High-yield trader nets Credit Suisse US$120m as rivals struggle

IFR 2316 - 18 Jan 2020 - 24 Jan 2020
5 min read
Christopher Whittall, Robert Hogg

A 29-year old bond trader made about US$120m for Credit Suisse’s European high-yield credit trading desk last year, as a series of sharp moves in company debt prices created notable winners and losers across the finance industry.

Hamza Lemssouguer made successful bets on debt prices linked to sub-investment grade companies Thomas Cook, Rallye and Altice among others, according to sources familiar with the matter, contributing materially to the roughly US$140m in trading profits Credit Suisse’s European high-yield credit desk recorded last year.

Lemssouguer was promoted to head of European high-yield credit trading at Credit Suisse in August after the desk recorded its best-half yearly performance on record, according to an internal memo.

Goldman Sachs's European high-yield desk also performed particularly well in the first half of the year with trading profits of around US$70m, according to sources, although it gave up some of those gains in a trickier second half of the year.

A spokesperson for Credit Suisse declined to comment on the trading figures and individual companies. The bank's success in high-yield stemmed from "strong client partnerships and high trading volumes" in bonds and credit-default swaps, the spokesperson said.

A spokesperson for Goldman declined to comment on the trading figures.

TREACHEROUS

The successes at CS and Goldman contrast starkly with the difficulties at other banks. Bhavit Sawjani left JP Morgan late last year after the European high-yield credit desk he headed lost around US$40m, according to sources. Citigroup’s head of European high-yield credit trading Paras Shah recently left the firm after a tough year, sources said.

Sawjani is now a partner at investment firm GoldenTree Asset Management. GoldenTree and Sawjani declined to comment. Spokespeople for Citigroup and JP Morgan declined to comment. Shah did not respond to a request for comment.

The struggles for JP Morgan and Citigroup represent something of a blip in a very strong year for bond trading at both firms. Revenues in Citigroup’s fixed income unit rose 10% annually in 2019 to US$12.9bn, while JP Morgan reported a 13% annual increase to US$14.4bn after a record-breaking fourth quarter.

But traders note European high-yield credit was a treacherous market to navigate in 2019. Despite remaining low by historical standards, defaults inched higher, often accompanied by dramatic moves in corporate bonds and credit derivatives.

Last year saw the highest number of trigger events since 2009 for credit-default swaps, derivatives used to protect against debt defaults, Citigroup credit strategists said in their 2020 outlook titled "The view from the precipice". In Europe, eight European companies with rated debt defaulted on €5.4bn of euro and sterling bonds over the course of the year, JP Morgan strategists said in a recent report.

“Defaults are increasingly a concern,” the Citigroup strategists said.

For traders, the speed and scale of the moves in credit markets were particularly challenging.

Take Rallye, the holding company for French retailer Casino. The upfront cost of buying five-year CDS protection on Rallye leapt from 48 to 73 points overnight in May after the company entered creditor protection, according to data provider IHS Markit. That means the upfront fee a buyer of default protection would have paid to insure €1m of Rallye debt rose from €480,000 to €730,000.

Sawjani’s desk at JP Morgan lost about US$25m on bonds and CDS positions related to Rallye, while HSBC lost about US$5m, IFR reported last year.

Elsewhere, the upfront cost of default protection on €1m of Thomas Cook debt jumped from €340,000 to €650,000 in the space of a few trading days in May after the travel company issued its third profit warning in less than a year. Thomas Cook filed for bankruptcy a few months later.

Andrew Jarman, a former credit trader in Citigroup’s London office, left the bank last May after he racked up paper losses in the region of US$10m related to CDS protection sold on Thomas Cook, IFR reported.

BIG LOSSES, BIG GAINS

Credit Suisse’s Lemssouguer and Goldman Sachs's high-yield desk both made money on Rallye, according to sources. Among the investor community, Scott Goodwin, co-founder of hedge fund Diameter Capital Partners, recommended buying CDS protection on Rallye at the Sohn Investment Conference in 2018.

Large moves in the credit markets may be the shape of things to come in 2020 and beyond. The Citigroup strategists calculate that the “credit cliff” in the US and Europe is at its steepest level in historical terms.

That points to a highly bifurcated market, with the debt of most high-grade companies trading near full price and a cluster of firms such as UK food company Boparan and retailer Matalan trading well below face value.

“It’s easy to fall off the cliff in credit,” the Citigroup strategists wrote. “Investors will have to ‘live on the edge’ to make any money.”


In the data below, find every line with the string "JSON" and pull it out.

***** Dataset entries

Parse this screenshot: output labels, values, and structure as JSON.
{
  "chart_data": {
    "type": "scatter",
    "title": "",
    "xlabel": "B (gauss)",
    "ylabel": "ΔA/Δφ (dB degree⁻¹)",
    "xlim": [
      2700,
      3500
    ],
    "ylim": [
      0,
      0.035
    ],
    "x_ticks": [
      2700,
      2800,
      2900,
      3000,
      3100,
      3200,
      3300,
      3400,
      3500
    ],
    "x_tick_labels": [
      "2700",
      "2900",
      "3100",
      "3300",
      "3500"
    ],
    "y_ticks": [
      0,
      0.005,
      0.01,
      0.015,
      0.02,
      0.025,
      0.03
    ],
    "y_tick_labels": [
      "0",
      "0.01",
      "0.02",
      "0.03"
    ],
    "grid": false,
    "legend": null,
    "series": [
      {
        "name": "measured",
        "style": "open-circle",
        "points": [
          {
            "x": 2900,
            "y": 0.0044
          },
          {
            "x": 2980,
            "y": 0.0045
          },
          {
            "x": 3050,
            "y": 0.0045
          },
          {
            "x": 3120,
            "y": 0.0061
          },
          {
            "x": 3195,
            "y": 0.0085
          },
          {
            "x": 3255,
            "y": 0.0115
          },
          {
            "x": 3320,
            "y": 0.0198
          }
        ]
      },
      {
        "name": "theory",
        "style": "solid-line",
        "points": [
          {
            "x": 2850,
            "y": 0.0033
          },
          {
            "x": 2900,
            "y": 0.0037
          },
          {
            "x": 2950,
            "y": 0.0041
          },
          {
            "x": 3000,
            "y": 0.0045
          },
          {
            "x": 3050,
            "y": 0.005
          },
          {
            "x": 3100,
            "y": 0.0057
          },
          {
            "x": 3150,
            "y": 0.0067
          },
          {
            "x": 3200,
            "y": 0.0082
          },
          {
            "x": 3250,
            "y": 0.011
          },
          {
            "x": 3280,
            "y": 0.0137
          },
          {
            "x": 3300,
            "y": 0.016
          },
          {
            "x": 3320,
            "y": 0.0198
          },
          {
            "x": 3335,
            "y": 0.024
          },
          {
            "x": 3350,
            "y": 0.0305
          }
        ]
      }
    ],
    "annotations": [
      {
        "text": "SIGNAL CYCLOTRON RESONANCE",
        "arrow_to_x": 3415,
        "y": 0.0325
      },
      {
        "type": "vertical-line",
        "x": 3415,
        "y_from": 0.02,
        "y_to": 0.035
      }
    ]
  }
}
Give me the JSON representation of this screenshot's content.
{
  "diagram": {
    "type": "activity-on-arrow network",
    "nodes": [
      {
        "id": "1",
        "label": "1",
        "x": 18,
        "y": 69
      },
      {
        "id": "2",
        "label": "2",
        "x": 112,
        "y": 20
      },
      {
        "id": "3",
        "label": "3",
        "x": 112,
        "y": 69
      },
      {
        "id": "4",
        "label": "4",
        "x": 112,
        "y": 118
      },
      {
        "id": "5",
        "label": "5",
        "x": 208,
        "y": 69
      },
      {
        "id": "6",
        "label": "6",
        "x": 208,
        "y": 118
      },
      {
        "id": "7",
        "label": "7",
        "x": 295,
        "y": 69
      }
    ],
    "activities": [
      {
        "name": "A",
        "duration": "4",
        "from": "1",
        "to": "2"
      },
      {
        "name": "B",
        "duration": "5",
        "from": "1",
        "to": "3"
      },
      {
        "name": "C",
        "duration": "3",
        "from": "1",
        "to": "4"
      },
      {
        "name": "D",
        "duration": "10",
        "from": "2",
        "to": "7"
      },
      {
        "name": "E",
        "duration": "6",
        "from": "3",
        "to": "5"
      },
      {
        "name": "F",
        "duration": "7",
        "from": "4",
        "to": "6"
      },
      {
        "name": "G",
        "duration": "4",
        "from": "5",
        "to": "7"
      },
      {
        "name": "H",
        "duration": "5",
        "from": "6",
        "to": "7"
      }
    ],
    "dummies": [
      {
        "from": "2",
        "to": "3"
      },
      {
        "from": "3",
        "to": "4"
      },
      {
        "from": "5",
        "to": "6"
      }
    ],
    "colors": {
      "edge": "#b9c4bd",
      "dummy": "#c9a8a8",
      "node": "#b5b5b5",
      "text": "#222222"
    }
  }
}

**********
***** Dataset entries

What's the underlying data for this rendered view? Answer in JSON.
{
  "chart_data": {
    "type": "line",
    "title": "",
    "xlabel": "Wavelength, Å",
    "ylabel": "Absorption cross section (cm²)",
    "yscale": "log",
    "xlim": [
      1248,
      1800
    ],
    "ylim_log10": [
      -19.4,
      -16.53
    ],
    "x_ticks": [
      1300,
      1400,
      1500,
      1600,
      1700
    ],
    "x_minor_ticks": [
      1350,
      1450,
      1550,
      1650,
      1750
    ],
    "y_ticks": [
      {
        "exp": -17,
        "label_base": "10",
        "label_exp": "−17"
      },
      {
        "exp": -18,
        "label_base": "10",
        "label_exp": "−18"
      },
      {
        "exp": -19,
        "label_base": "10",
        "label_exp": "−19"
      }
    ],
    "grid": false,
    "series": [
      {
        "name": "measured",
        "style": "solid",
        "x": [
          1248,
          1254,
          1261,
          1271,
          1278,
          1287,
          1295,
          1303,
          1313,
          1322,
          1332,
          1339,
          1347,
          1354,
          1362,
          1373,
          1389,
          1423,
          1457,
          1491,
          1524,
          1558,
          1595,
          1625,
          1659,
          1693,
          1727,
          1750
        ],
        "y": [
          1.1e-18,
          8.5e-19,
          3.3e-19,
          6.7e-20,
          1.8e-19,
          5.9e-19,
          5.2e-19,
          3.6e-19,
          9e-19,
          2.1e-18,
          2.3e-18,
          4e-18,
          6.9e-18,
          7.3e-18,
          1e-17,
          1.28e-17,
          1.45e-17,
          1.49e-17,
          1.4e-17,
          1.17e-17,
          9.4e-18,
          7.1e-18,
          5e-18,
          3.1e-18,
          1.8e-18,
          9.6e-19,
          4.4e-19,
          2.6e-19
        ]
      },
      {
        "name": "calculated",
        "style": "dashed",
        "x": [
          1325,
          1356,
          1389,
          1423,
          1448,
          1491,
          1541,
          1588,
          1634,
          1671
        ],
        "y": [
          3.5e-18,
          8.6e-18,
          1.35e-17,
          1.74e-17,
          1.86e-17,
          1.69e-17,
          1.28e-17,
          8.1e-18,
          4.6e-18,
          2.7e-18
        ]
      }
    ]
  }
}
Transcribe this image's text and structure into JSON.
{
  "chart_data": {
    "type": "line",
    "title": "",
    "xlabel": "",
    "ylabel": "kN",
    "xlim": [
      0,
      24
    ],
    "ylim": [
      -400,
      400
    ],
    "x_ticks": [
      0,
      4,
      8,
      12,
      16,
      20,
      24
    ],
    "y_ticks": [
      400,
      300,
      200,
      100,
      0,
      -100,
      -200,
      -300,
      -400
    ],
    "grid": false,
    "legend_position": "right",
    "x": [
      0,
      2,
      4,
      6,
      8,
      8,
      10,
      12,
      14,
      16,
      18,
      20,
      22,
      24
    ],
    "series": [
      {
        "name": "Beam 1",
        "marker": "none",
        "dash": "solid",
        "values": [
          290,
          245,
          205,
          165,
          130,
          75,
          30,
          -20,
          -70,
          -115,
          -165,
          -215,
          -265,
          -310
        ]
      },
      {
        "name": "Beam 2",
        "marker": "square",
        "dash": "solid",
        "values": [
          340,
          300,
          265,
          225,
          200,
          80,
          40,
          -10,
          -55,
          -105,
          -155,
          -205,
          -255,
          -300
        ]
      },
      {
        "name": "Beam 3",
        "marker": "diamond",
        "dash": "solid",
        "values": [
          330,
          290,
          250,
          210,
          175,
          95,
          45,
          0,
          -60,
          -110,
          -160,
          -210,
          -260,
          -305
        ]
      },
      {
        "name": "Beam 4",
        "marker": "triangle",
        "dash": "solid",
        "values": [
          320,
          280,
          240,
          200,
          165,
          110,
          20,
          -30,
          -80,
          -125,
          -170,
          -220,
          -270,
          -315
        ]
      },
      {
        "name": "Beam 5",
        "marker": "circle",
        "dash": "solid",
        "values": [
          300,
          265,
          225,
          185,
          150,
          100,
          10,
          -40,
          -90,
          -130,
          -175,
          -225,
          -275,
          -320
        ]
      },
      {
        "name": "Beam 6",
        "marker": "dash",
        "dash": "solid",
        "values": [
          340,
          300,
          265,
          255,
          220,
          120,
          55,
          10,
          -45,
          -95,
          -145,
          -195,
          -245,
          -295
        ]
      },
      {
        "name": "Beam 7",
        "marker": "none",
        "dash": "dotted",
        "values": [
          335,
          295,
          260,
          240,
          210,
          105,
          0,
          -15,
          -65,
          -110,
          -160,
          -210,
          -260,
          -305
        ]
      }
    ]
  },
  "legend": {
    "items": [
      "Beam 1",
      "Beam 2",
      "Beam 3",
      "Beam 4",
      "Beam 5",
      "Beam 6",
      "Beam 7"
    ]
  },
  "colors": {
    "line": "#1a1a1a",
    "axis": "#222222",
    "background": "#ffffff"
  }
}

**********
***** Dataset entries

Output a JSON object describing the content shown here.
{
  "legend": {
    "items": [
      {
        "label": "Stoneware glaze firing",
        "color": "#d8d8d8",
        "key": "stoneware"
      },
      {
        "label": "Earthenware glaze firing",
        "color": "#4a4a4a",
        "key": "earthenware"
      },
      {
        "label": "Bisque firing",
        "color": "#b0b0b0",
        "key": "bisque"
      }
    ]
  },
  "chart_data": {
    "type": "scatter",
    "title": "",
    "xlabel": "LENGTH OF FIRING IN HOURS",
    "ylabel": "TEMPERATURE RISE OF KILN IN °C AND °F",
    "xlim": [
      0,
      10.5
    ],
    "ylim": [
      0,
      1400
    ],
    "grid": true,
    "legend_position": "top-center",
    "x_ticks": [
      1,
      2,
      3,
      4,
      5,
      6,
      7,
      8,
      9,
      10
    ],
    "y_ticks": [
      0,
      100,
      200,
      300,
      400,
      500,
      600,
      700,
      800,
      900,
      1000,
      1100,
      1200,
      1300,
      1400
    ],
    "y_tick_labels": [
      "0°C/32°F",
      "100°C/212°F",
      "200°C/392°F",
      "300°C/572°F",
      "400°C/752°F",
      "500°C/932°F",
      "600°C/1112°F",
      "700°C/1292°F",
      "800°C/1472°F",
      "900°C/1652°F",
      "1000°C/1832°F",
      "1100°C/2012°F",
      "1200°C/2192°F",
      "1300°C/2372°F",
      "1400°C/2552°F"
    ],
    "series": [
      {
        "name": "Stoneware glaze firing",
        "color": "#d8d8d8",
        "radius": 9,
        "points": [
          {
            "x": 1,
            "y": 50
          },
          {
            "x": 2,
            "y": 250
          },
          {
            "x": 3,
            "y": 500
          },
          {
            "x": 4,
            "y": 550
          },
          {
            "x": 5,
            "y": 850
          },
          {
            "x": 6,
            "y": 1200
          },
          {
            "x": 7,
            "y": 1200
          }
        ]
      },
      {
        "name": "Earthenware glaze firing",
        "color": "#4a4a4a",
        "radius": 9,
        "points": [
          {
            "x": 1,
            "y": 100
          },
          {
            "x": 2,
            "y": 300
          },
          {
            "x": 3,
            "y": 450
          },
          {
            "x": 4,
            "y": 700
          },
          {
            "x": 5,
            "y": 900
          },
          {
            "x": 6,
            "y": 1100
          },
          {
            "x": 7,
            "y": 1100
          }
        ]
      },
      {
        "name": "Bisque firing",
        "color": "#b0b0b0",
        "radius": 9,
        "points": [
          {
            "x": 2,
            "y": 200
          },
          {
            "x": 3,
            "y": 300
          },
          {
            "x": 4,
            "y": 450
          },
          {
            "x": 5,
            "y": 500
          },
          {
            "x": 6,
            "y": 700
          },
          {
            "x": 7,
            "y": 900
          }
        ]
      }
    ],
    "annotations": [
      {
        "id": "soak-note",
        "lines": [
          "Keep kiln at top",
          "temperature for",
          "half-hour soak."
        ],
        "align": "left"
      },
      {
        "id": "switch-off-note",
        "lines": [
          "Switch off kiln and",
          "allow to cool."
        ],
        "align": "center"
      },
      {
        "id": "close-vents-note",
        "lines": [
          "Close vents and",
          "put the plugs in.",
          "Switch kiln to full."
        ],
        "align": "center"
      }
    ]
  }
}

**********

* Exercise response *
Parse this screenshot: output labels, values, and structure as JSON.
Give me the JSON representation of this screenshot's content.
What's the underlying data for this rendered view? Answer in JSON.
Transcribe this image's text and structure into JSON.
Output a JSON object describing the content shown here.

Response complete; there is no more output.